Your task is to transcribe, word for word, the line containing "Identify the location of Skip to Done." and all lines that follow it to the end of the entries. Leave out the pictures.

[Opening Data records section]

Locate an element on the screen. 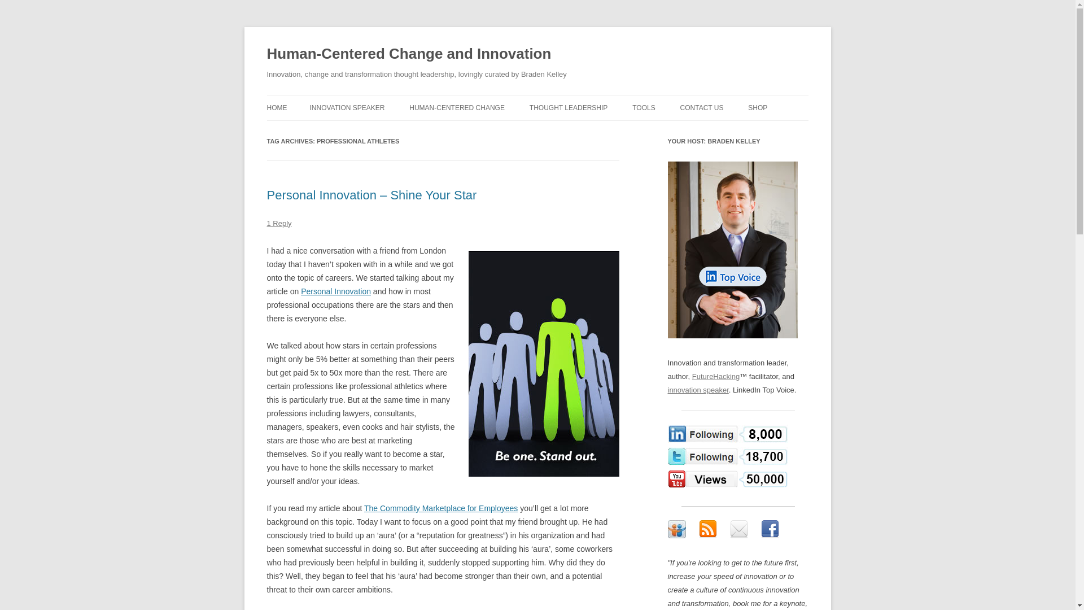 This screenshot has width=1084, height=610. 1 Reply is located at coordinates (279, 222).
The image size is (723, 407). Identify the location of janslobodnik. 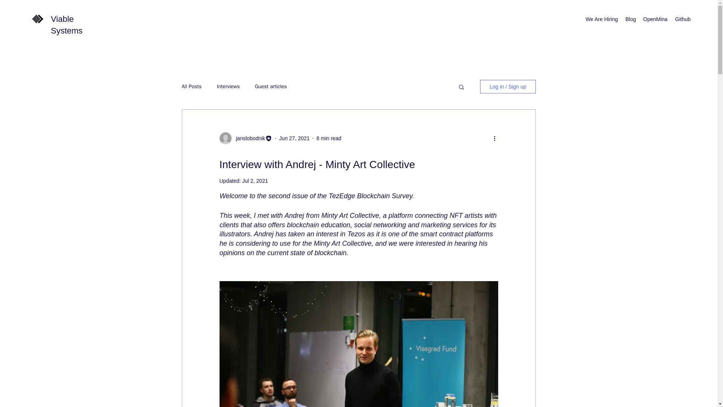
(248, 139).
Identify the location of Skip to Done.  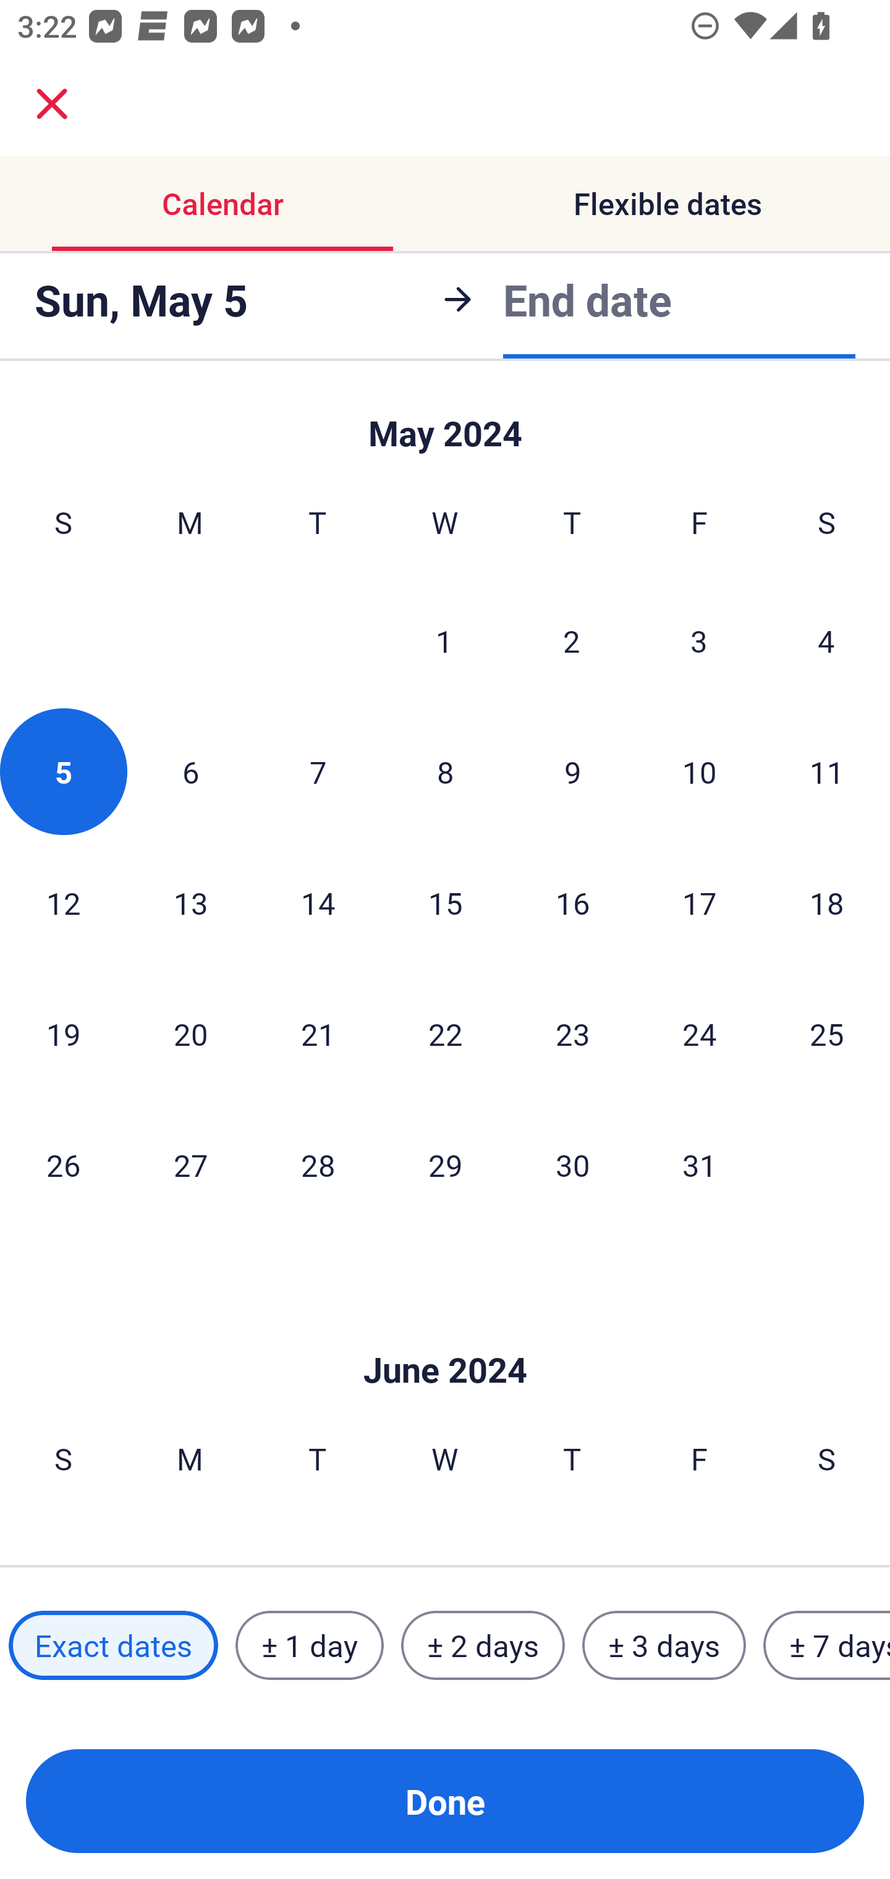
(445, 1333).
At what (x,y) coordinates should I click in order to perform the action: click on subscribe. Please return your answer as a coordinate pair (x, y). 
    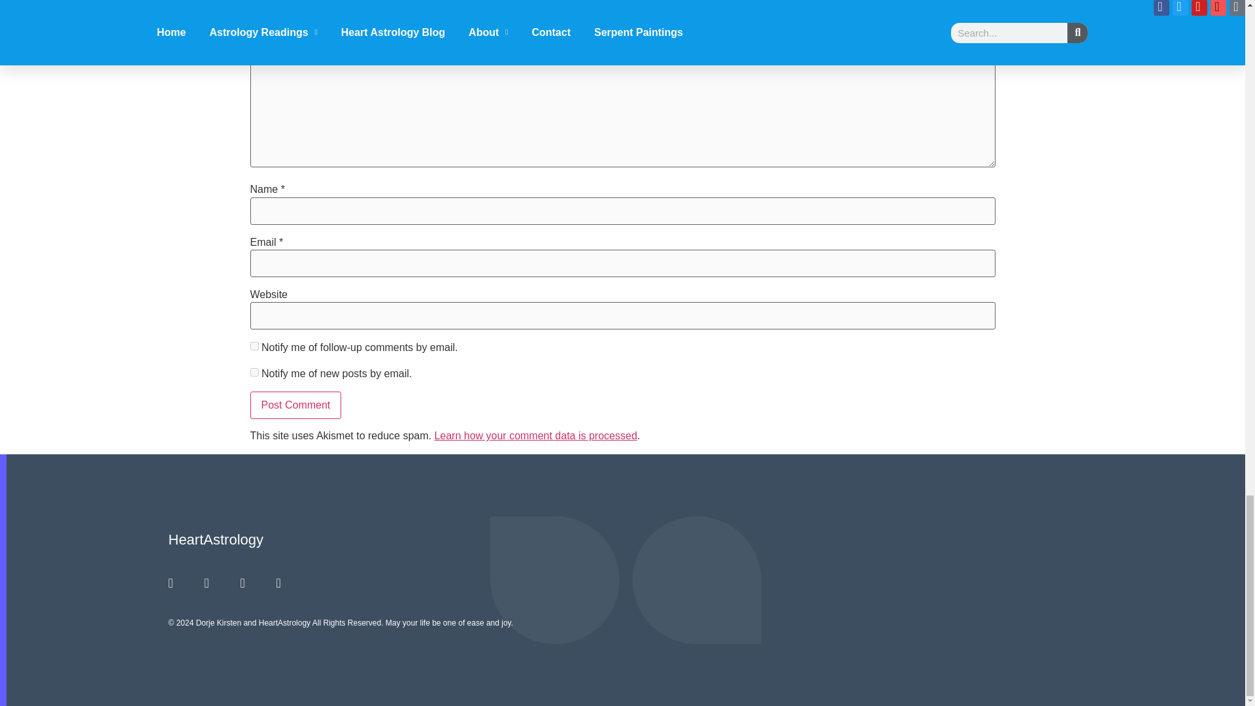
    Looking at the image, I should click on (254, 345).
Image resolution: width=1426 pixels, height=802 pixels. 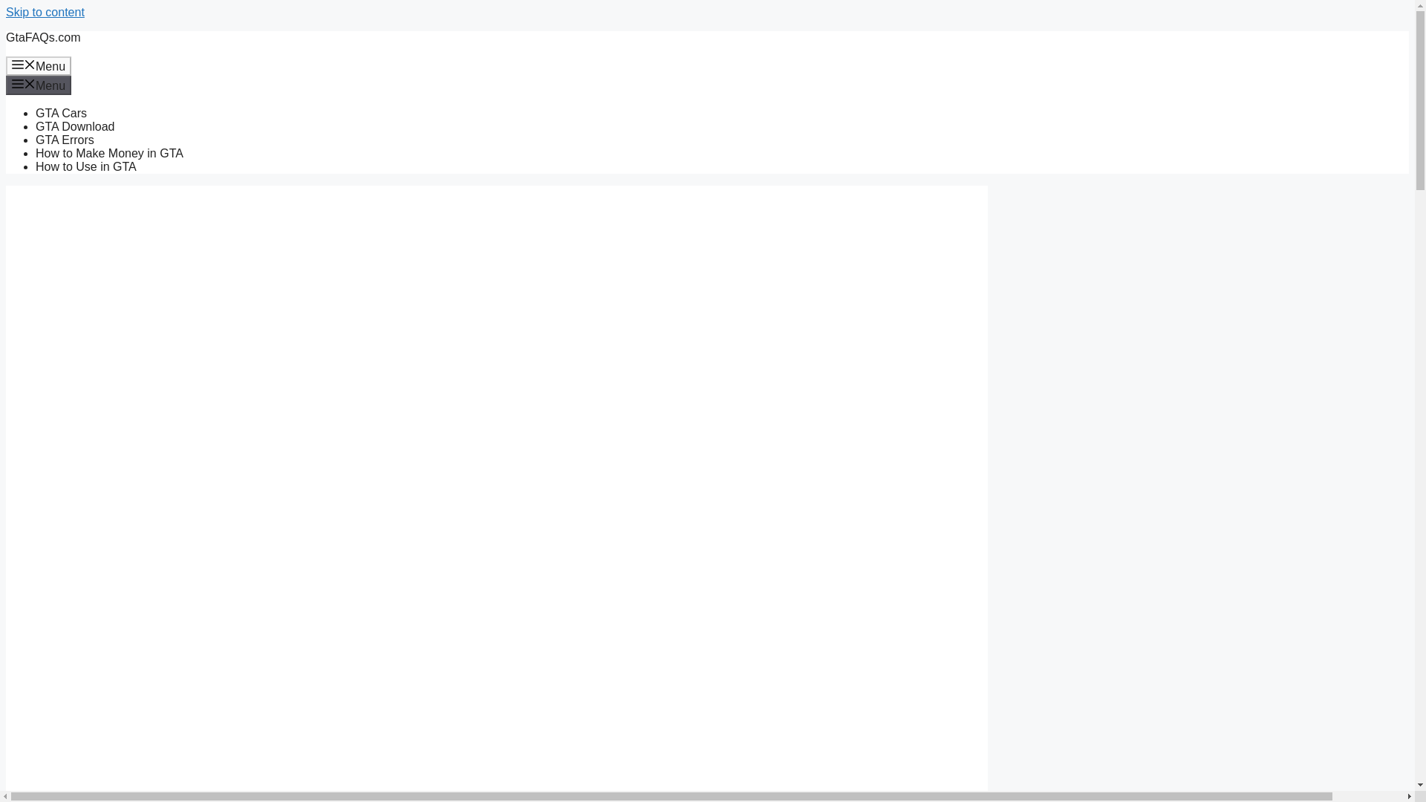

[Closing Data records section]

Solution -
Identify the location of Skip to Done.  
(445, 1333).
At what (x,y) coordinates should I click in order to perform the action: click on subscribe. Please return your answer as a coordinate pair (x, y). 
    Looking at the image, I should click on (254, 345).
Image resolution: width=1426 pixels, height=802 pixels. 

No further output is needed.